The securities in the agency MBS (mortgage-backed securities) sector have an implicit or explicit US government guarantee and therefore has the same ‘AAA’ credit rating as a US Treasury security. There has never been a default to an investor in the agency MBS market in its entire history. The agency mortgage market is the second largest bond market in the world behind the US Treasury market.
While both agency MBS and US Treasury securities have the same credit quality, agency MBS have a yield pick-up because they have an additional risk: prepayment risk. Prepayment risk is the risk an investor gets their money back earlier than expected. This unique characteristic leads the sector to perform well in rising rate environments.
Why agency MBS versus non-agency MBS?
Quantitative Easing is Reversing – QE Winners Likely to Become Losers
Quantitative easing (QE) has crowded investors out of high quality asset classes like agency MBS and Treasuries and forcing investors into riskier credit sectors. This produced a virtuous cycle where high demand led to strong returns, which in turn led to high demand.
What happens when the music stops? When central banks decrease the size of their balance sheet, it stands to reason that the sectors that benefitted from central bank asset purchases will suffer from central bank balance sheet run-off.
Strong Liquidity
The below chart shows a series the Federal Reserve (Fed) tracks where they ask primary dealers, ‘how is your balance sheet allocated, and how much capital do you have allocated to the various different activities?’ We show three sectors: agency MBS, Treasuries and US investment grade corporates.
Agency MBS and US Treasury primary dealer inventories have been steady. Regulatory capital is very low for Treasuries and agency MBS, and therefore they are treated well in this evolving regulatory framework. Corporates, on the other hand, is a more challenging asset class for banks to own as a result of regulations put into place post-2008.
Therefore the amount of corporate inventory that primary dealers are willing to hold has shrunk considerably. The same is true for non-agency MBS.
Primary dealer inventories
Source: Federal Reserve; data as of April 25, 2018
At the same time we have had the dealer community backing away from sectors with credit risk, we have seen massive amounts of issuance.
The issuance chart below illustrates the amount of issuance of agency MBS, non-agency MBS, and US investment grade corporate bonds. Although we have seen a substantial amount of agency MBS issuance, the daily trading volumes are also very high. The market trades in excess of $200bn of agency MBS every single day. In the non-agency sector, markets only trade about $3bn per day. From a risk-adjusted return perspective, we believe owning agency MBS is an attractive trade.
Source: SIFMA, data as of 31 December 2017
Rising yields a positive technical
The good news for fixed income investors is that yields are higher now than they have been in a long time. The MBS index had a yield of 3.4 per cent at the end of April. The 30-year fixed rate Fannie Mae 4 per cent coupon has a yield of 3.7 per cent with a government guarantee and approximately 4.8 years of duration. This represents a substantial yield advantage over US Treasuries.
Agency MBS investors also benefit from less refinancing in a rising rate environment. There is a very important link between interest rates and mortgage refinancing activity. The chart below shows 10-year yields on the right-hand scale (inverted) and the refinancing index on the left-hand side. With mortgage origination rates now at 4.625 per cent, the 4 per cent coupon has fallen out of the refinancing window. This translates to slower prepayments due to less refinancing supply. Going forward we will have less mortgage supply which creates an attractive environment for slow prepayment speeds.
Refinancing Activity Strongly Linked to 10-year Yields
Source: Bloomberg, as of April 20, 2018
Additionally, mortgage investors can take advantage of higher yields faster than investors in other fixed income sectors. Agency MBS have large monthly cash flows from principal and interest payments, whereas Treasury and corporate fixed-income securities only have semi-annual coupons followed by a large principal return at maturity. The MBS sector thus provides investors the opportunity to reinvest interim cash flows in these higher yields.
What to Seek
We believe investors in agency MBS should seek to generate an attractive risk/return ratio. The key is to select securities with a high credit quality and that are well positioned in terms of their relative value so they strongly de-correlate from other components of a fixed income portfolio.
John Carey is head of structured securities at BNP Paribas Asset Management. All views are his own and should not be taken as investment advice.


* [TASK DIRECTIONS]: Say how many lines of the material below contain the word "quotient", with no other words.

INPUT RECORDS Start Marker

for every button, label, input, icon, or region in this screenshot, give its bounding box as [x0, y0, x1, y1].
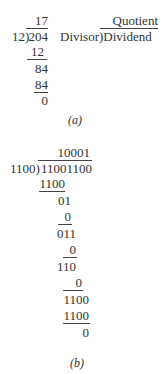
- caption-a: (a): [68, 113, 82, 128]
- divider: [63, 290, 83, 291]
- step: 1100: [38, 293, 89, 306]
- dividend-a: 204: [20, 30, 48, 43]
- step: 1100: [38, 177, 65, 190]
- divider: [58, 224, 72, 225]
- legend-divisor-dividend: Divisor)Dividend: [60, 30, 152, 43]
- step: 1100: [38, 309, 89, 322]
- divider: [63, 257, 77, 258]
- step: 0: [20, 94, 48, 107]
- step: 84: [20, 78, 48, 91]
- divider: [27, 59, 47, 60]
- quotient-a: 17: [20, 14, 48, 27]
- caption-b: (b): [70, 356, 84, 371]
- step: 01: [38, 194, 71, 207]
- step: 011: [38, 227, 76, 240]
- quotient-b: 10001: [40, 146, 90, 159]
- step: 0: [38, 276, 82, 289]
- step: 0: [38, 210, 71, 223]
- step: 0: [38, 326, 89, 339]
- step: 110: [38, 260, 76, 273]
- step: 0: [38, 243, 76, 256]
- divider: [63, 323, 90, 324]
- divider: [39, 191, 65, 192]
- divisor-b: 1100): [10, 162, 40, 175]
- step: 12: [20, 45, 44, 58]
- dividend-b: 11001100: [38, 162, 92, 175]
- step: 84: [20, 62, 48, 75]
- legend-quotient: Quotient: [80, 14, 158, 27]
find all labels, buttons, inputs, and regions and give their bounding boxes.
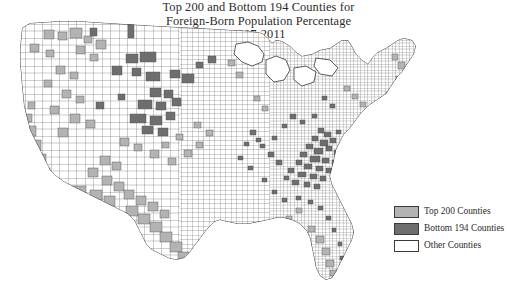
legend-swatch-bottom-194 [394, 223, 419, 235]
legend-item-bottom-194: Bottom 194 Counties [394, 221, 514, 237]
map-county-base [0, 10, 440, 282]
legend-label-bottom-194: Bottom 194 Counties [424, 224, 504, 233]
legend-swatch-top-200 [394, 206, 419, 218]
legend-label-top-200: Top 200 Counties [424, 207, 491, 216]
figure-container: Top 200 and Bottom 194 Counties for Fore… [0, 0, 517, 290]
legend-item-top-200: Top 200 Counties [394, 204, 514, 220]
legend-item-other: Other Counties [394, 238, 514, 254]
legend-label-other: Other Counties [424, 241, 481, 250]
us-map-svg [0, 10, 440, 282]
us-county-choropleth-map [0, 10, 440, 282]
legend-swatch-other [394, 240, 419, 252]
map-legend: Top 200 Counties Bottom 194 Counties Oth… [394, 204, 514, 255]
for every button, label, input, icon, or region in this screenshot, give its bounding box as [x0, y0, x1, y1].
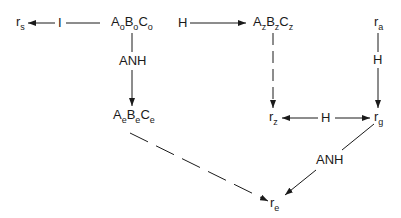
diagram-edges	[0, 0, 401, 218]
node-abc-o: AoBoCo	[110, 15, 154, 29]
node-rs: rs	[15, 15, 26, 29]
node-abc-e: AeBeCe	[112, 108, 156, 122]
edge-label-anh-left: ANH	[118, 54, 147, 68]
edge-label-h-right: H	[372, 53, 383, 67]
edge-label-h-top: H	[177, 16, 188, 30]
edge-label-h-mid: H	[320, 111, 331, 125]
edge-g-to-e-bottom	[285, 170, 316, 195]
edge-label-i: I	[57, 16, 63, 30]
node-ra: ra	[373, 15, 384, 29]
node-re: re	[269, 196, 280, 210]
edge-label-anh-right: ANH	[315, 153, 344, 167]
edge-e-to-re	[130, 133, 268, 201]
node-abc-z: AzBzCz	[252, 15, 294, 29]
node-rz: rz	[268, 110, 279, 124]
edge-g-to-e-top	[342, 124, 374, 150]
node-rg: rg	[373, 110, 384, 124]
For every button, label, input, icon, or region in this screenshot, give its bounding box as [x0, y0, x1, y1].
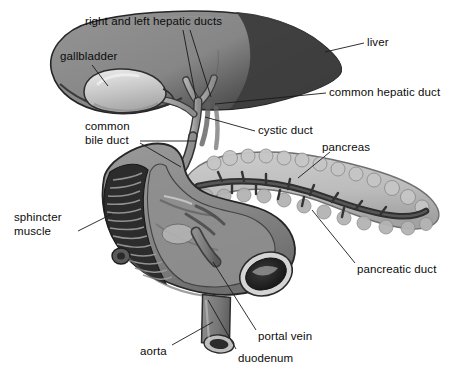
anatomy-illustration: [0, 0, 456, 376]
leader-liver: [325, 43, 364, 52]
anatomy-figure: right and left hepatic ductsgallbladderl…: [0, 0, 456, 376]
aorta-shape: [198, 294, 235, 354]
leader-cystic-duct: [205, 117, 255, 131]
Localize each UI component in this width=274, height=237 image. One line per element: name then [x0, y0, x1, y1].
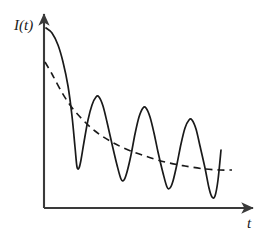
y-axis-label: I(t) — [14, 18, 33, 33]
damped-oscillation-curve — [46, 28, 221, 198]
plot-canvas — [0, 0, 274, 237]
damped-oscillation-figure: I(t) t — [0, 0, 274, 237]
x-axis-label: t — [247, 216, 251, 231]
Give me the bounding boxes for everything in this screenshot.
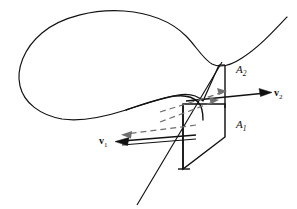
tube-throat-fold (126, 96, 203, 120)
figure-canvas: A2 A1 v2 v1 (0, 0, 297, 209)
label-velocity-2: v2 (274, 88, 283, 101)
label-area-2: A2 (236, 64, 246, 78)
dashed-projection-left (126, 125, 196, 134)
label-velocity-2-subscript: 2 (279, 93, 283, 101)
dashed-arrow-head-left (121, 131, 132, 139)
stream-tube-diagram (0, 0, 297, 209)
label-velocity-1: v1 (99, 136, 108, 149)
label-area-1-subscript: 1 (243, 124, 247, 133)
diagonal-axis-line (137, 62, 222, 205)
stream-tube-outline (19, 11, 287, 120)
v2-arrow-head (259, 89, 272, 97)
area-A1-parallelogram (183, 104, 225, 169)
label-area-1-letter: A (236, 118, 243, 130)
label-area-2-letter: A (236, 63, 243, 75)
label-area-2-subscript: 2 (243, 69, 247, 78)
label-area-1: A1 (236, 119, 246, 133)
label-velocity-1-subscript: 1 (104, 141, 108, 149)
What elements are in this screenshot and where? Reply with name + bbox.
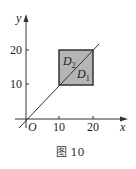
y-tick-label-20: 20 <box>10 43 22 57</box>
y-tick-label-10: 10 <box>10 77 22 91</box>
y-axis-label: y <box>15 11 22 25</box>
x-tick-label-10: 10 <box>53 120 65 134</box>
x-tick-label-20: 20 <box>87 120 99 134</box>
y-axis-arrow-icon <box>24 14 29 22</box>
diagram: y x O 10 20 10 20 D2 D1 图 10 <box>0 0 136 169</box>
figure-caption: 图 10 <box>56 146 85 159</box>
x-axis-label: x <box>119 120 126 134</box>
origin-label: O <box>28 120 37 134</box>
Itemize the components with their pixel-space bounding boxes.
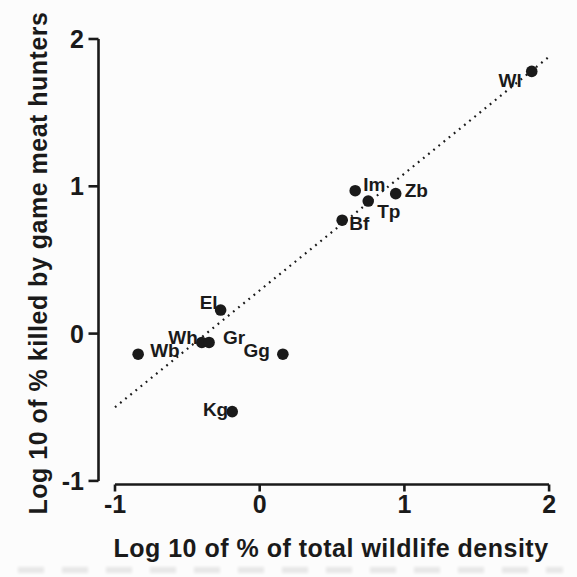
point-label-el: El: [200, 292, 218, 313]
y-axis-title: Log 10 of % killed by game meat hunters: [24, 12, 52, 515]
point-label-wb: Wb: [150, 340, 180, 361]
point-label-kg: Kg: [203, 399, 228, 420]
data-point-gg: [277, 348, 289, 360]
x-tick-label: 1: [397, 490, 411, 518]
y-tick-label: 2: [70, 25, 84, 53]
x-axis-title: Log 10 of % of total wildlife density: [113, 534, 548, 562]
data-point-im: [349, 185, 361, 197]
y-tick-label: 1: [70, 172, 84, 200]
x-tick-label: 2: [542, 490, 556, 518]
point-label-bf: Bf: [349, 213, 370, 234]
data-point-zb: [390, 188, 402, 200]
point-label-tp: Tp: [377, 201, 400, 222]
point-label-gr: Gr: [223, 327, 246, 348]
point-label-wl: Wl: [499, 70, 522, 91]
point-label-gg: Gg: [243, 340, 269, 361]
data-point-wb: [132, 348, 144, 360]
trend-line: [115, 57, 549, 408]
data-point-bf: [336, 214, 348, 226]
scatter-figure: -1012-1012WlImZbTpBfElWhGrWbGgKgLog 10 o…: [0, 0, 577, 577]
scan-artifact: [18, 567, 563, 573]
point-label-zb: Zb: [405, 180, 428, 201]
data-point-gr: [203, 337, 215, 349]
point-label-im: Im: [363, 174, 385, 195]
y-tick-label: -1: [62, 467, 84, 495]
data-point-tp: [362, 195, 374, 207]
data-point-wl: [526, 66, 538, 78]
scatter-chart: -1012-1012WlImZbTpBfElWhGrWbGgKgLog 10 o…: [0, 0, 577, 577]
x-tick-label: -1: [104, 490, 126, 518]
x-tick-label: 0: [253, 490, 267, 518]
y-tick-label: 0: [70, 320, 84, 348]
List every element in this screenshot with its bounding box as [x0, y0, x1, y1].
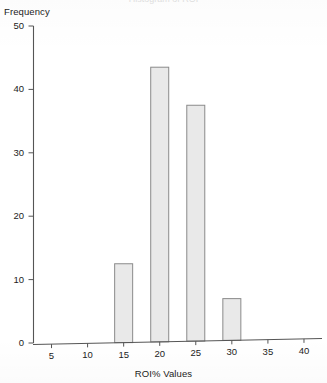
y-tick-label: 30 — [0, 147, 24, 158]
y-tick-label: 50 — [0, 20, 24, 31]
x-axis-title: ROI% Values — [0, 368, 327, 379]
histogram-bar — [187, 105, 205, 341]
y-tick-label: 0 — [0, 337, 24, 348]
x-tick-label: 35 — [253, 346, 283, 357]
histogram-bar — [115, 264, 133, 343]
x-axis-line — [33, 339, 322, 345]
x-tick-label: 30 — [217, 346, 247, 357]
histogram-plot — [0, 0, 327, 383]
chart-page: Histogram of ROI Frequency 0102030405051… — [0, 0, 327, 383]
y-tick-label: 20 — [0, 210, 24, 221]
x-tick-label: 25 — [181, 347, 211, 358]
x-tick-label: 15 — [109, 349, 139, 360]
histogram-bar — [223, 299, 241, 341]
bars-group — [115, 67, 241, 342]
y-tick-label: 40 — [0, 83, 24, 94]
x-tick-label: 40 — [289, 345, 319, 356]
x-tick-label: 10 — [73, 349, 103, 360]
y-tick-label: 10 — [0, 274, 24, 285]
y-tick-marks-group — [29, 26, 34, 343]
x-tick-label: 5 — [37, 350, 67, 361]
histogram-bar — [151, 67, 169, 342]
x-tick-label: 20 — [145, 348, 175, 359]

INPUT RECORDS End Marker

* [SOLUTION FOR THIS PROBLEM]: 3